But Baron Courbertin was inconsolable, and sulked for a full half-hour.

CHAPTER XXIV

"Awake! You dreamers, wake!"

Frona was out of her sleeping-furs at Del Bishop's first call; but ere she had slipped a skirt on and bare feet into moccasins, her father, beyond the blanket-curtain, had thrown back the flaps of the tent and stumbled out.

The river was up. In the chill gray light she could see the ice rubbing softly against the very crest of the bank; it even topped it in places, and the huge cakes worked inshore many feet. A hundred yards out the white field merged into the dim dawn and the gray sky. Subdued splits and splutters whispered from out the obscureness, and a gentle grinding could be heard.

"When will it go?" she asked of Del.

"Not a bit too lively for us. See there!" He pointed with his toe to the water lapping out from under the ice and creeping greedily towards them. "A foot rise every ten minutes."

"Danger?" he scoffed. "Not on your life. It's got to go. Them islands"—waving his hand indefinitely down river—"can't hold up under more pressure. If they don't let go the ice, the ice'll scour them clean out of the bed of the Yukon. Sure! But I've got to be chasin' back. Lower ground down our way. Fifteen inches on the cabin floor, and McPherson and Corliss hustlin' perishables into the bunks."

"Tell McPherson to be ready for a call," Jacob Welse shouted after him. And then to Frona, "Now's the time for St. Vincent to cross the back-channel."

The baron, shivering barefooted, pulled out his watch. "Ten minutes to three," he chattered.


Task objective:
The answer is to be the data that follows, transcribed exactly, minus its pictures.

[Figure dataset records]
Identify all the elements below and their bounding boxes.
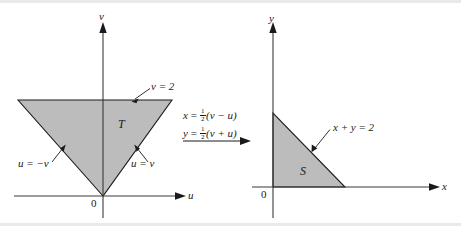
v-equals-2-pointer-line xyxy=(135,89,150,100)
uv-origin-label: 0 xyxy=(91,198,97,209)
v-axis-label: v xyxy=(99,11,104,22)
region-T-shape xyxy=(18,100,172,196)
transform-y-fraction: 12 xyxy=(200,126,206,142)
transform-x-fraction: 12 xyxy=(200,108,206,124)
transform-equation-x: x = 12(v − u) xyxy=(183,108,237,124)
mapping-arrow-head xyxy=(240,137,251,145)
boundary-label-u-equals-v: u = v xyxy=(131,158,154,169)
x-axis-label: x xyxy=(442,181,447,192)
xy-origin-label: 0 xyxy=(261,189,267,200)
transform-x-numerator: 1 xyxy=(200,108,206,115)
u-equals-neg-v-pointer-line xyxy=(52,148,63,162)
x-axis-arrowhead xyxy=(429,183,440,190)
transform-y-denominator: 2 xyxy=(200,133,206,141)
region-S-label: S xyxy=(300,165,306,177)
boundary-label-x-plus-y-equals-2: x + y = 2 xyxy=(333,122,374,133)
transform-x-equals: = xyxy=(191,109,197,121)
transform-equation-y: y = 12(v + u) xyxy=(183,126,237,142)
uv-plane-group xyxy=(14,22,186,218)
v-axis-arrowhead xyxy=(99,22,106,33)
boundary-label-u-equals-neg-v: u = −v xyxy=(18,158,49,169)
xy-plane-group xyxy=(252,22,440,218)
transform-y-numerator: 1 xyxy=(200,126,206,133)
u-axis-arrowhead xyxy=(175,192,186,199)
u-axis-label: u xyxy=(188,190,194,201)
x-plus-y-pointer-line xyxy=(315,130,330,149)
y-axis-label: y xyxy=(269,13,274,24)
boundary-label-v-equals-2: v = 2 xyxy=(151,81,174,92)
transformation-figure: v u 0 T v = 2 u = −v u = v x = 12(v − u)… xyxy=(0,0,461,226)
transform-y-expression: (v + u) xyxy=(206,127,237,139)
transform-x-denominator: 2 xyxy=(200,115,206,123)
transform-y-equals: = xyxy=(191,127,197,139)
region-T-label: T xyxy=(118,118,125,130)
transform-x-expression: (v − u) xyxy=(206,109,237,121)
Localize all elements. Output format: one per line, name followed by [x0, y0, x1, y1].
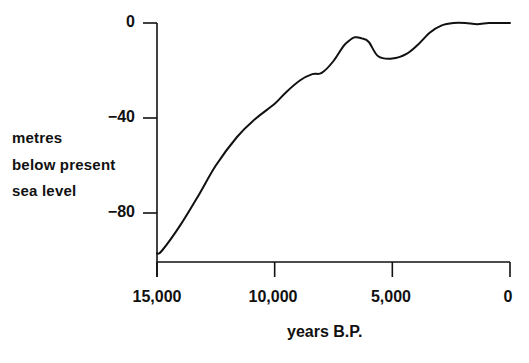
x-tick-label-10000: 10,000 [233, 288, 313, 306]
y-tick-label-neg80: −80 [75, 203, 135, 221]
x-tick-label-0: 0 [468, 288, 529, 306]
x-axis [157, 262, 510, 277]
x-axis-label: years B.P. [287, 323, 362, 341]
x-tick-label-5000: 5,000 [351, 288, 431, 306]
y-axis-label-line-3: sea level [12, 182, 76, 199]
y-axis-label-line-2: below present [12, 156, 115, 173]
y-tick-label-neg40: −40 [75, 108, 135, 126]
y-axis [143, 23, 157, 277]
chart-canvas [0, 0, 529, 363]
x-tick-label-15000: 15,000 [117, 288, 197, 306]
y-axis-label-line-1: metres [12, 129, 62, 146]
y-tick-label-0: 0 [75, 13, 135, 31]
sea-level-curve [157, 23, 510, 254]
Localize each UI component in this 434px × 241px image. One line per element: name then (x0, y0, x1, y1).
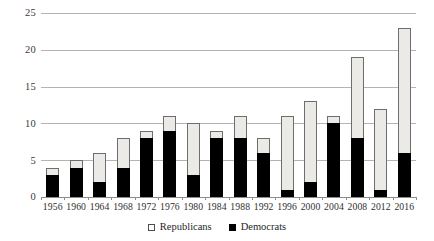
bar-segment-democrats-2004[interactable] (327, 123, 340, 197)
bar-segment-republicans-1972[interactable] (140, 131, 153, 138)
x-tick-mark-1972 (135, 197, 136, 200)
bar-segment-republicans-2004[interactable] (327, 116, 340, 123)
legend-label-democrats: Democrats (241, 221, 286, 233)
bar-segment-republicans-1976[interactable] (163, 116, 176, 131)
x-tick-mark-1988 (229, 197, 230, 200)
bar-segment-democrats-1996[interactable] (281, 190, 294, 197)
x-tick-mark-1996 (275, 197, 276, 200)
bar-segment-republicans-1960[interactable] (70, 160, 83, 167)
y-tick-15: 15 (6, 82, 36, 92)
x-tick-mark-1984 (205, 197, 206, 200)
x-tick-mark-2008 (346, 197, 347, 200)
x-tick-mark-1992 (252, 197, 253, 200)
bar-segment-democrats-1976[interactable] (163, 131, 176, 197)
bar-segment-republicans-2000[interactable] (304, 101, 317, 182)
stacked-bar-chart: 25 20 15 10 5 0 195619601964196819721976… (0, 0, 434, 241)
x-tick-mark-2004 (322, 197, 323, 200)
y-tick-0: 0 (6, 192, 36, 202)
y-tick-25: 25 (6, 8, 36, 18)
bar-segment-democrats-2012[interactable] (374, 190, 387, 197)
y-tick-10: 10 (6, 119, 36, 129)
bar-segment-democrats-1984[interactable] (210, 138, 223, 197)
bar-segment-democrats-1968[interactable] (117, 168, 130, 197)
bar-segment-republicans-1968[interactable] (117, 138, 130, 167)
chart-legend: Republicans Democrats (0, 221, 434, 233)
bar-segment-democrats-1960[interactable] (70, 168, 83, 197)
legend-label-republicans: Republicans (160, 221, 212, 233)
x-tick-mark-1976 (158, 197, 159, 200)
bar-segment-republicans-2016[interactable] (398, 28, 411, 153)
bar-segment-republicans-1992[interactable] (257, 138, 270, 153)
x-tick-mark-2012 (369, 197, 370, 200)
bar-segment-democrats-1964[interactable] (93, 182, 106, 197)
y-tick-5: 5 (6, 156, 36, 166)
bar-segment-republicans-1988[interactable] (234, 116, 247, 138)
bar-segment-republicans-1996[interactable] (281, 116, 294, 190)
bar-segment-republicans-1964[interactable] (93, 153, 106, 182)
x-tick-mark-1968 (111, 197, 112, 200)
bar-segment-republicans-1956[interactable] (46, 168, 59, 175)
x-tick-mark-2000 (299, 197, 300, 200)
legend-item-democrats: Democrats (229, 221, 286, 233)
bars-layer (41, 13, 416, 197)
x-tick-label-2016: 2016 (387, 201, 421, 213)
x-tick-mark-1980 (182, 197, 183, 200)
y-axis-labels: 25 20 15 10 5 0 (0, 0, 36, 241)
bar-segment-democrats-1972[interactable] (140, 138, 153, 197)
x-tick-mark-end (416, 197, 417, 200)
bar-segment-republicans-1980[interactable] (187, 123, 200, 175)
bar-segment-republicans-2012[interactable] (374, 109, 387, 190)
y-tick-20: 20 (6, 45, 36, 55)
legend-swatch-democrats-icon (229, 224, 236, 231)
bar-segment-democrats-1980[interactable] (187, 175, 200, 197)
bar-segment-democrats-2000[interactable] (304, 182, 317, 197)
x-tick-mark-1964 (88, 197, 89, 200)
x-tick-mark-2016 (393, 197, 394, 200)
bar-segment-democrats-2008[interactable] (351, 138, 364, 197)
x-tick-mark-1960 (64, 197, 65, 200)
bar-segment-republicans-1984[interactable] (210, 131, 223, 138)
bar-segment-democrats-1956[interactable] (46, 175, 59, 197)
bar-segment-democrats-1992[interactable] (257, 153, 270, 197)
legend-swatch-republicans-icon (148, 224, 155, 231)
bar-segment-democrats-2016[interactable] (398, 153, 411, 197)
x-tick-mark-1956 (41, 197, 42, 200)
legend-item-republicans: Republicans (148, 221, 212, 233)
bar-segment-republicans-2008[interactable] (351, 57, 364, 138)
bar-segment-democrats-1988[interactable] (234, 138, 247, 197)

Exercise output:
Identify all the elements below and their bounding boxes.
v-equals-2-pointer-line xyxy=(135,89,150,100)
uv-origin-label: 0 xyxy=(91,198,97,209)
v-axis-label: v xyxy=(99,11,104,22)
region-T-shape xyxy=(18,100,172,196)
transform-y-fraction: 12 xyxy=(200,126,206,142)
transform-x-fraction: 12 xyxy=(200,108,206,124)
transform-equation-x: x = 12(v − u) xyxy=(183,108,237,124)
mapping-arrow-head xyxy=(240,137,251,145)
boundary-label-u-equals-v: u = v xyxy=(131,158,154,169)
x-axis-label: x xyxy=(442,181,447,192)
xy-origin-label: 0 xyxy=(261,189,267,200)
transform-x-numerator: 1 xyxy=(200,108,206,115)
u-equals-neg-v-pointer-line xyxy=(52,148,63,162)
x-axis-arrowhead xyxy=(429,183,440,190)
transform-y-denominator: 2 xyxy=(200,133,206,141)
region-S-label: S xyxy=(300,165,306,177)
boundary-label-x-plus-y-equals-2: x + y = 2 xyxy=(333,122,374,133)
transform-x-equals: = xyxy=(191,109,197,121)
transform-equation-y: y = 12(v + u) xyxy=(183,126,237,142)
uv-plane-group xyxy=(14,22,186,218)
v-axis-arrowhead xyxy=(99,22,106,33)
boundary-label-u-equals-neg-v: u = −v xyxy=(18,158,49,169)
xy-plane-group xyxy=(252,22,440,218)
transform-y-numerator: 1 xyxy=(200,126,206,133)
u-axis-arrowhead xyxy=(175,192,186,199)
u-axis-label: u xyxy=(188,190,194,201)
x-plus-y-pointer-line xyxy=(315,130,330,149)
y-axis-label: y xyxy=(269,13,274,24)
boundary-label-v-equals-2: v = 2 xyxy=(151,81,174,92)
transformation-figure: v u 0 T v = 2 u = −v u = v x = 12(v − u)… xyxy=(0,0,461,226)
transform-y-expression: (v + u) xyxy=(206,127,237,139)
transform-x-denominator: 2 xyxy=(200,115,206,123)
transform-y-equals: = xyxy=(191,127,197,139)
region-T-label: T xyxy=(118,118,125,130)
transform-x-expression: (v − u) xyxy=(206,109,237,121)
Localize all elements. Output format: one per line, name followed by [x0, y0, x1, y1].
x-tick-label-10000: 10,000 [233, 288, 313, 306]
y-tick-label-neg80: −80 [75, 203, 135, 221]
x-tick-label-0: 0 [468, 288, 529, 306]
x-axis [157, 262, 510, 277]
x-axis-label: years B.P. [287, 323, 362, 341]
x-tick-label-5000: 5,000 [351, 288, 431, 306]
y-axis-label-line-3: sea level [12, 182, 76, 199]
y-axis-label-line-2: below present [12, 156, 115, 173]
y-tick-label-neg40: −40 [75, 108, 135, 126]
y-axis [143, 23, 157, 277]
chart-canvas [0, 0, 529, 363]
x-tick-label-15000: 15,000 [117, 288, 197, 306]
y-axis-label-line-1: metres [12, 129, 62, 146]
y-tick-label-0: 0 [75, 13, 135, 31]
sea-level-curve [157, 23, 510, 254]
Localize each UI component in this 434px × 241px image. One line per element: name then (x0, y0, x1, y1).
bar-segment-democrats-2004[interactable] (327, 123, 340, 197)
bar-segment-republicans-1972[interactable] (140, 131, 153, 138)
x-tick-mark-1972 (135, 197, 136, 200)
bar-segment-republicans-2004[interactable] (327, 116, 340, 123)
legend-label-democrats: Democrats (241, 221, 286, 233)
bar-segment-republicans-1976[interactable] (163, 116, 176, 131)
x-tick-mark-1988 (229, 197, 230, 200)
bar-segment-democrats-1996[interactable] (281, 190, 294, 197)
x-tick-mark-1996 (275, 197, 276, 200)
bar-segment-republicans-1960[interactable] (70, 160, 83, 167)
y-tick-15: 15 (6, 82, 36, 92)
x-tick-mark-1984 (205, 197, 206, 200)
x-tick-mark-2008 (346, 197, 347, 200)
x-tick-mark-1992 (252, 197, 253, 200)
bar-segment-democrats-1976[interactable] (163, 131, 176, 197)
bar-segment-republicans-2000[interactable] (304, 101, 317, 182)
stacked-bar-chart: 25 20 15 10 5 0 195619601964196819721976… (0, 0, 434, 241)
x-tick-mark-2004 (322, 197, 323, 200)
y-tick-0: 0 (6, 192, 36, 202)
y-tick-25: 25 (6, 8, 36, 18)
bar-segment-democrats-2012[interactable] (374, 190, 387, 197)
y-tick-10: 10 (6, 119, 36, 129)
bar-segment-democrats-1984[interactable] (210, 138, 223, 197)
bar-segment-democrats-1968[interactable] (117, 168, 130, 197)
bar-segment-republicans-1968[interactable] (117, 138, 130, 167)
chart-legend: Republicans Democrats (0, 221, 434, 233)
bar-segment-democrats-1960[interactable] (70, 168, 83, 197)
legend-label-republicans: Republicans (160, 221, 212, 233)
x-tick-mark-1976 (158, 197, 159, 200)
bar-segment-republicans-2016[interactable] (398, 28, 411, 153)
bar-segment-republicans-1992[interactable] (257, 138, 270, 153)
x-tick-mark-2012 (369, 197, 370, 200)
bar-segment-democrats-1964[interactable] (93, 182, 106, 197)
y-tick-5: 5 (6, 156, 36, 166)
bar-segment-republicans-1988[interactable] (234, 116, 247, 138)
bar-segment-republicans-1996[interactable] (281, 116, 294, 190)
bar-segment-republicans-1964[interactable] (93, 153, 106, 182)
x-tick-mark-1968 (111, 197, 112, 200)
bar-segment-republicans-1956[interactable] (46, 168, 59, 175)
x-tick-mark-2000 (299, 197, 300, 200)
legend-item-democrats: Democrats (229, 221, 286, 233)
bars-layer (41, 13, 416, 197)
x-tick-label-2016: 2016 (387, 201, 421, 213)
x-tick-mark-1980 (182, 197, 183, 200)
y-axis-labels: 25 20 15 10 5 0 (0, 0, 36, 241)
bar-segment-democrats-1972[interactable] (140, 138, 153, 197)
x-tick-mark-end (416, 197, 417, 200)
bar-segment-republicans-1980[interactable] (187, 123, 200, 175)
bar-segment-republicans-2012[interactable] (374, 109, 387, 190)
y-tick-20: 20 (6, 45, 36, 55)
legend-swatch-democrats-icon (229, 224, 236, 231)
bar-segment-democrats-1980[interactable] (187, 175, 200, 197)
bar-segment-democrats-2000[interactable] (304, 182, 317, 197)
x-tick-mark-1964 (88, 197, 89, 200)
x-tick-mark-2016 (393, 197, 394, 200)
bar-segment-democrats-2008[interactable] (351, 138, 364, 197)
x-tick-mark-1960 (64, 197, 65, 200)
bar-segment-republicans-1984[interactable] (210, 131, 223, 138)
bar-segment-democrats-1956[interactable] (46, 175, 59, 197)
bar-segment-democrats-1992[interactable] (257, 153, 270, 197)
legend-swatch-republicans-icon (148, 224, 155, 231)
bar-segment-democrats-2016[interactable] (398, 153, 411, 197)
x-tick-mark-1956 (41, 197, 42, 200)
legend-item-republicans: Republicans (148, 221, 212, 233)
bar-segment-republicans-2008[interactable] (351, 57, 364, 138)
bar-segment-democrats-1988[interactable] (234, 138, 247, 197)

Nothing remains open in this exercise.